In Noelia's case, both medical reports and judicial resolutions agreed she met the conditions required by law. She presented a chronic, irreversible, and highly incapacitating condition which she described as incompatible with a dignified life, and courts ruled out any impairment in her decision-making capacity.

Her mother, Yolanda Ramos, was present at the Antena 3 interview. "I'm not happy about it, but I'll always be by her side," she said. Her father's lawyer struck a different tone after the procedure. In a public statement, Christian Lawyers wrote: "We deeply regret her death and denounce that this case highlights the serious flaws in the euthanasia law, which does not protect the most vulnerable people. We urge politicians to use her story to drive urgent changes."

Archbishop Luis Argüello of Valladolid, president of the Spanish Episcopal Conference, said that offering euthanasia in a case like Castillo's shows that "everything is permitted."

Ramos' case is understood to be among the first in Spain in which euthanasia was approved on the basis of combined physical and psychological suffering.

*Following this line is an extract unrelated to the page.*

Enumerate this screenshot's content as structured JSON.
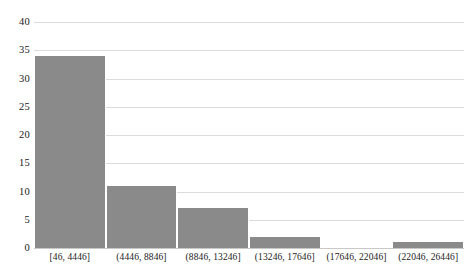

Her case prompted the Spanish Congress to revisit the debate over euthanasia law. Spain legalized euthanasia in March 2021, and the Castillo case has become its most legally contested since. Her case exposed the flaws and weaknesses of the euthanasia law, sparked debate over who has the right to try to prevent an adult from dying with dignity, and prolonged the suffering of a young woman who never wavered in her decision.